Contact Congress about H.R. 1386: To establish a Department of State Domestic Protection Mission relating to unmanned aircraft system and unmanned aircraft.
The State Department could act against drones that threaten protected people, sites, or missions in the United States. It could track, jam, seize, or destroy those drones, with privacy rules and reports to Congress.
Modern Action explains legislation in plain English, helps you choose whether to support, oppose, or ask for changes, and drafts a message tied to the bill, your stance, and the elected officials who can act on it.
To establish a Department of State Domestic Protection Mission relating to unmanned aircraft system and unmanned aircraft. is a House bill in committee. The latest recorded action: Referred to the Subcommittee on Aviation.
Latest action on H.R. 1386: Referred to the Subcommittee on Aviation.
Who this affects: This bill mainly affects drone pilots who fly near protected State Department sites, officials, or security missions in the United States. It also affects State Department security staff, contractors who help with counter-drone work, federal aviation and communications regulators, and lawmakers who oversee the program.
Why this matters: Drones can create security risks near protected officials and sensitive sites, and this bill gives the State Department stronger tools to stop them. Those tools could affect privacy and lawful drone use because they include signal interference and access to drone-control communications. The bill tries to limit those risks with data rules, aviation coordination, and regular briefings to Congress.
Key provisions in H.R. 1386
- State Department staff and certain contractors could act against drones that pose a credible threat, meaning a believable security danger. They could find, track, warn, jam, seize, confiscate, or destroy those drones near covered sites or assets.
- The bill applies only to U.S. facilities or assets tied to State Department security or protection work. Those sites must be found high risk through an assessment done with the Federal Aviation Administration, which oversees U.S. airspace.
- Officials could intercept or interfere with phone, spoken, electronic, or radio communications used to control drones. The bill allows this even though several criminal and communications laws would normally restrict it.
- The State Department must research, test, train on, and review counter-drone tools before using them in real operations. It must work with the Federal Aviation Administration to avoid harm to the national airspace system.
- Drones seized under this bill could be forfeited to the United States. That means the government could keep them through federal forfeiture rules in chapter 46 of title 18 of the United States Code.
How Modern Action helps you take action on H.R. 1386
You do not have to start with a blank letter. Modern Action turns the bill, your position, and the relevant congressional context into a message you can edit and send. The goal is to make contacting Congress clear, specific, and useful without forcing you to parse bill text or figure out the right office on your own.
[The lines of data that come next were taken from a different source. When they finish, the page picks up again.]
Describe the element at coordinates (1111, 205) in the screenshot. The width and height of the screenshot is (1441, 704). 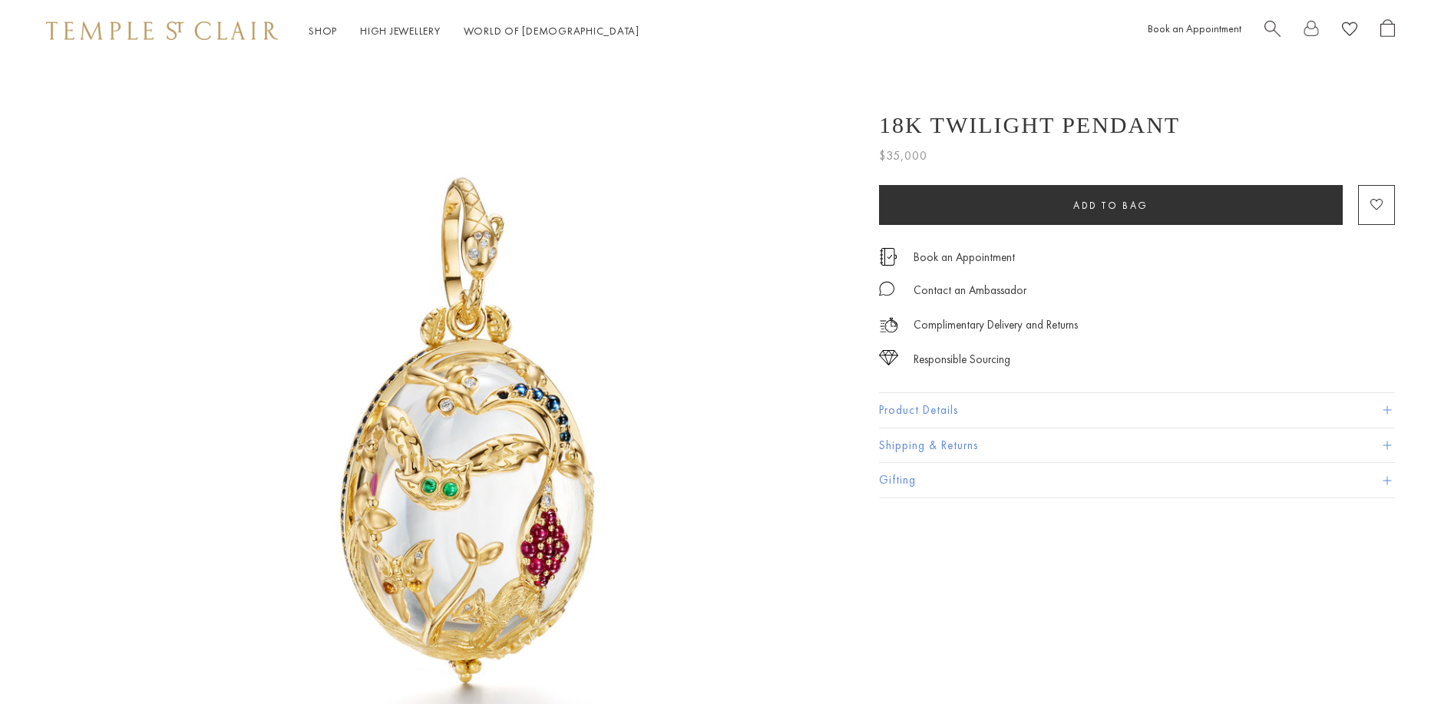
I see `span: Add to bag` at that location.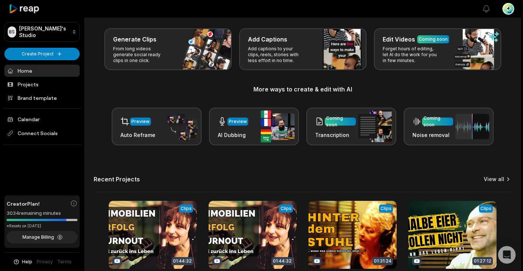 This screenshot has height=271, width=523. Describe the element at coordinates (42, 54) in the screenshot. I see `button: Create Project` at that location.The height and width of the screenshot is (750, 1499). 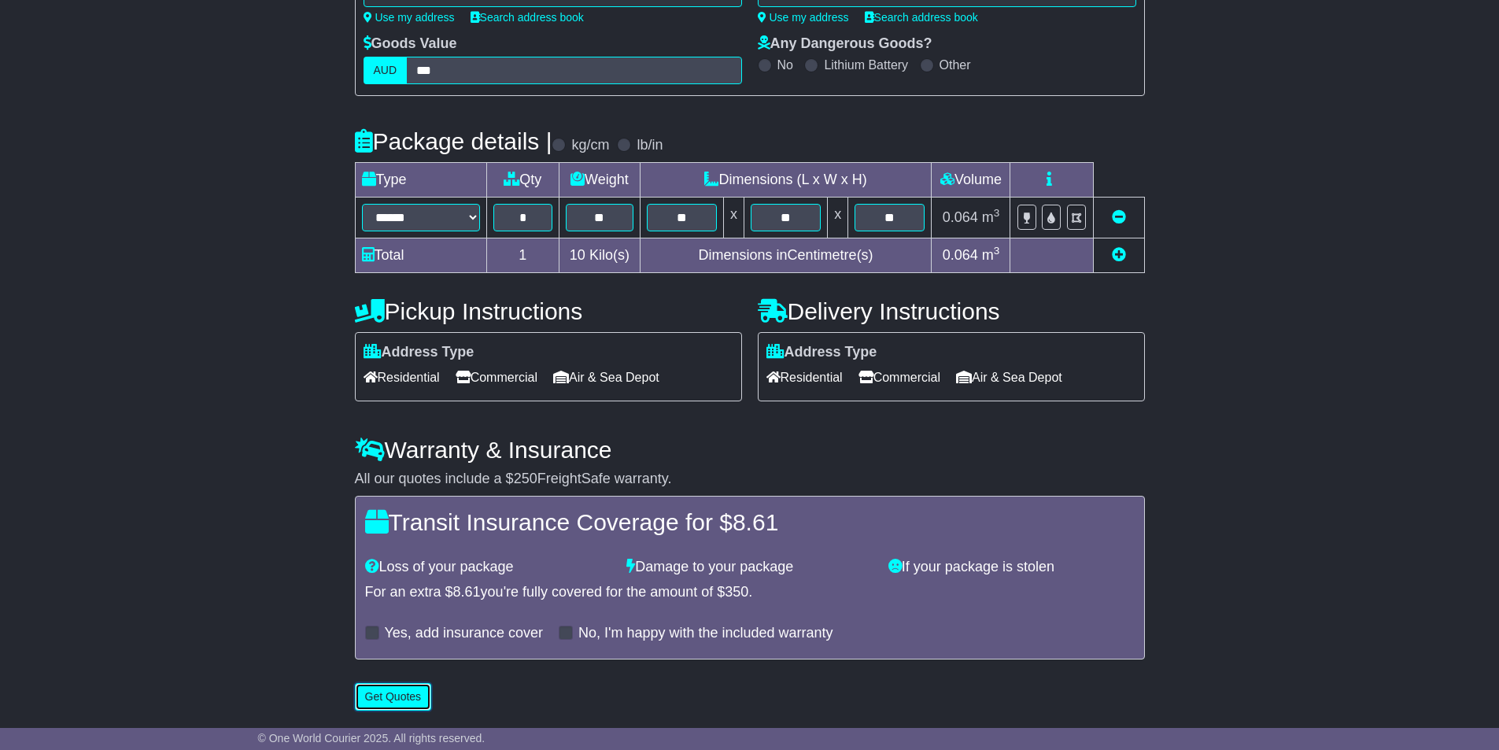 I want to click on h4: Pickup Instructions, so click(x=549, y=311).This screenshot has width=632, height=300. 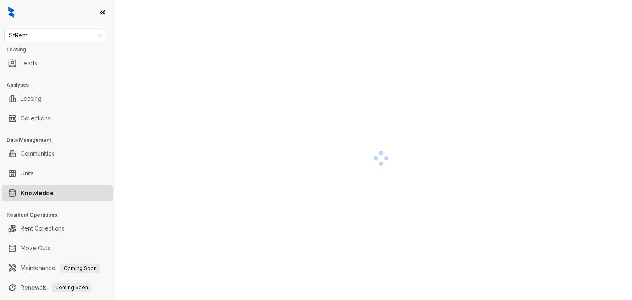 What do you see at coordinates (57, 118) in the screenshot?
I see `li: Collections` at bounding box center [57, 118].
Questions people ask about H.R. 1386
- What is H.R. 1386?
- The State Department could act against drones that threaten protected people, sites, or missions in the United States. It could track, jam, seize, or destroy those drones, with privacy rules and reports to Congress.
- How do I support or oppose H.R. 1386?
- Choose support, oppose, or ask for changes on Modern Action. The action flow drafts the message for you and keeps the wording tied to this bill.
- Who should I contact about H.R. 1386?
- Modern Action uses your location to route the action to the congressional offices relevant to the bill and your representation.
- Can Modern Action explain H.R. 1386 before I act?
- Yes. Modern Action gives you a plain-English summary, current status, and action context before you send anything.